The ease with which RDFa can be embedded into existing HTML web pages makes it compelling as a means of easing traditional organisations and their workflows toward the Semantic Web. If we’re to realise Gordon Brown’s ambitions for making Government information more visible, tweaks to content management systems to inject a little RDFa onto their [...]
Archive for July, 2009
The Semantic Web Gang talk about semtech2009, LIVE
Back in May, I mentioned that the Semantic Web Gang podcast for June would be coming – live – from the stage of this year’s Semantic Technology Conference. Well, we did it, and it was a lot of fun. And as I mention during the session, being able to see the panel made my job [...]
Which is better? NO information or the WRONG information?
No system is perfect, and no affordable system can be engineered to be wholly tolerant of every fault and hiccup that might come its way. That’s why we have procedures in place to cope when things go wrong. One important part of those procedures should surely be effective communication with customers, (especially?) when they’re paying [...]
How Open is ‘Open’ ?
Image by Getty Images via Daylife There has been a recent burst of enthusiasm for making raw data produced by and for Government more ‘open,’ and this must surely be welcomed. Long-running grass-roots efforts such as Tom Steinberg’s mySociety and The Guardian‘s Free Our Data campaign continue to innovate, but in an environment that is [...]

Paul Miller works at the interface between the worlds of Cloud Computing and the Semantic Web, providing the insights that enable you to exploit the next wave as we approach the World Wide Database.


Your instructions —
Go through the records below and copy out every line holding "DATE".

** Record extracts follows **

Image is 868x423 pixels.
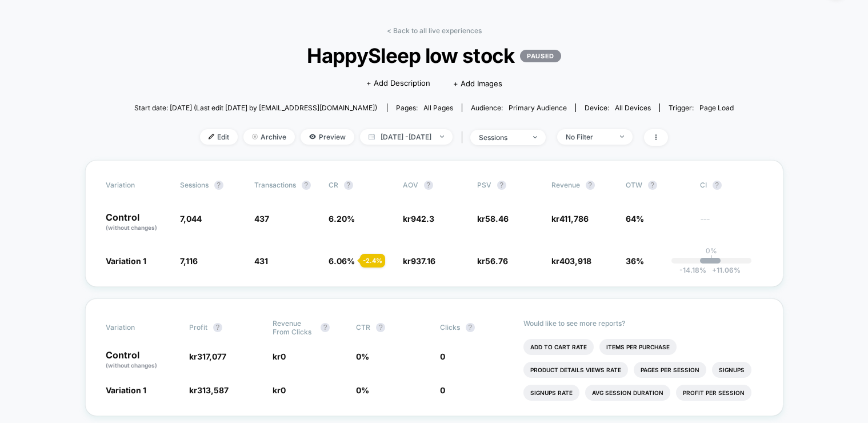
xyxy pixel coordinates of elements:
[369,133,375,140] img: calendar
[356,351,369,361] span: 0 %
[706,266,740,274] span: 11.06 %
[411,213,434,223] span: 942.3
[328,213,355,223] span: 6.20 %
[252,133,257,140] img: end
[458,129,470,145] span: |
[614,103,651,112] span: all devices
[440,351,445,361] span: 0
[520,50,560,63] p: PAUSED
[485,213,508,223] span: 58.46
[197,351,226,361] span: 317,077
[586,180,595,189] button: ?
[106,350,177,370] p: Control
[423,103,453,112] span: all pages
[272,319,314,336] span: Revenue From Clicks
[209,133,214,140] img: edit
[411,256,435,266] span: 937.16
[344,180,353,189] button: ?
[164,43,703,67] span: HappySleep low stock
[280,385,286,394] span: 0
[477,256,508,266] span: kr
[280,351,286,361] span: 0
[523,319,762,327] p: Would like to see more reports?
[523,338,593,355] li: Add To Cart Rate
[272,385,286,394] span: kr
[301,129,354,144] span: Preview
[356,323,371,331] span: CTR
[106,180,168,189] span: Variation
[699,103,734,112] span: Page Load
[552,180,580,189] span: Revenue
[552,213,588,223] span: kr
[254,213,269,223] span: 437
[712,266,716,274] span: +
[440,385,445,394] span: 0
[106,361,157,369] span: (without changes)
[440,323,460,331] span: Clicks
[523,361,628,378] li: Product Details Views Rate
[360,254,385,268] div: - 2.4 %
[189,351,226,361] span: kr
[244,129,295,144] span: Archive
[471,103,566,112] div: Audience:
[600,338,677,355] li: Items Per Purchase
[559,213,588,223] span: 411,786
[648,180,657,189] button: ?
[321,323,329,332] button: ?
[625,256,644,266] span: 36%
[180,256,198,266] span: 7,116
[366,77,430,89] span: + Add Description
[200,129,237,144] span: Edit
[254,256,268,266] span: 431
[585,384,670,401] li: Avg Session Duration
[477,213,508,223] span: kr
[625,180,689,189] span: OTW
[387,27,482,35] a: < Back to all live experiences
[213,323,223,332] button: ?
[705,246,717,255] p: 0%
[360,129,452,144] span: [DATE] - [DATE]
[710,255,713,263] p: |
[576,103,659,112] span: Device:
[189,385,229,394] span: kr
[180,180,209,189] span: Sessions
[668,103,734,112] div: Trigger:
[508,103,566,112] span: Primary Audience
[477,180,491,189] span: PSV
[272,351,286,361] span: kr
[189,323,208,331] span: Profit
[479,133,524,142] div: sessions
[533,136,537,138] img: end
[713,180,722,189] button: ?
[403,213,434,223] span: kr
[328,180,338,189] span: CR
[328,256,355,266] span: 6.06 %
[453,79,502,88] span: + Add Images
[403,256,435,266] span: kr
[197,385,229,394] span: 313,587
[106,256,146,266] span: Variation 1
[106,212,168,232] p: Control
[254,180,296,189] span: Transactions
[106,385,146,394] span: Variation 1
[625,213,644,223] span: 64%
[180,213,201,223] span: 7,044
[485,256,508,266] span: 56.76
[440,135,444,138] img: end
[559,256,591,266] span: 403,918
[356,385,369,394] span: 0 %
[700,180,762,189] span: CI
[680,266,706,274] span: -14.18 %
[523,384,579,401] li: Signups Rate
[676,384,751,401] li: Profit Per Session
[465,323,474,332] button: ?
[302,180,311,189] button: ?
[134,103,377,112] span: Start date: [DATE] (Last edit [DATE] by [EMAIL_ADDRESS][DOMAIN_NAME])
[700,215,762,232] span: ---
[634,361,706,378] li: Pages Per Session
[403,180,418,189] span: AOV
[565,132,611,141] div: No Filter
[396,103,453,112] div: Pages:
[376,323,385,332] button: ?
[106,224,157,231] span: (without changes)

** End of Record extracts **

Exercise response —
[360,129,452,144] span: [DATE] - [DATE]
[134,103,377,112] span: Start date: [DATE] (Last edit [DATE] by [EMAIL_ADDRESS][DOMAIN_NAME])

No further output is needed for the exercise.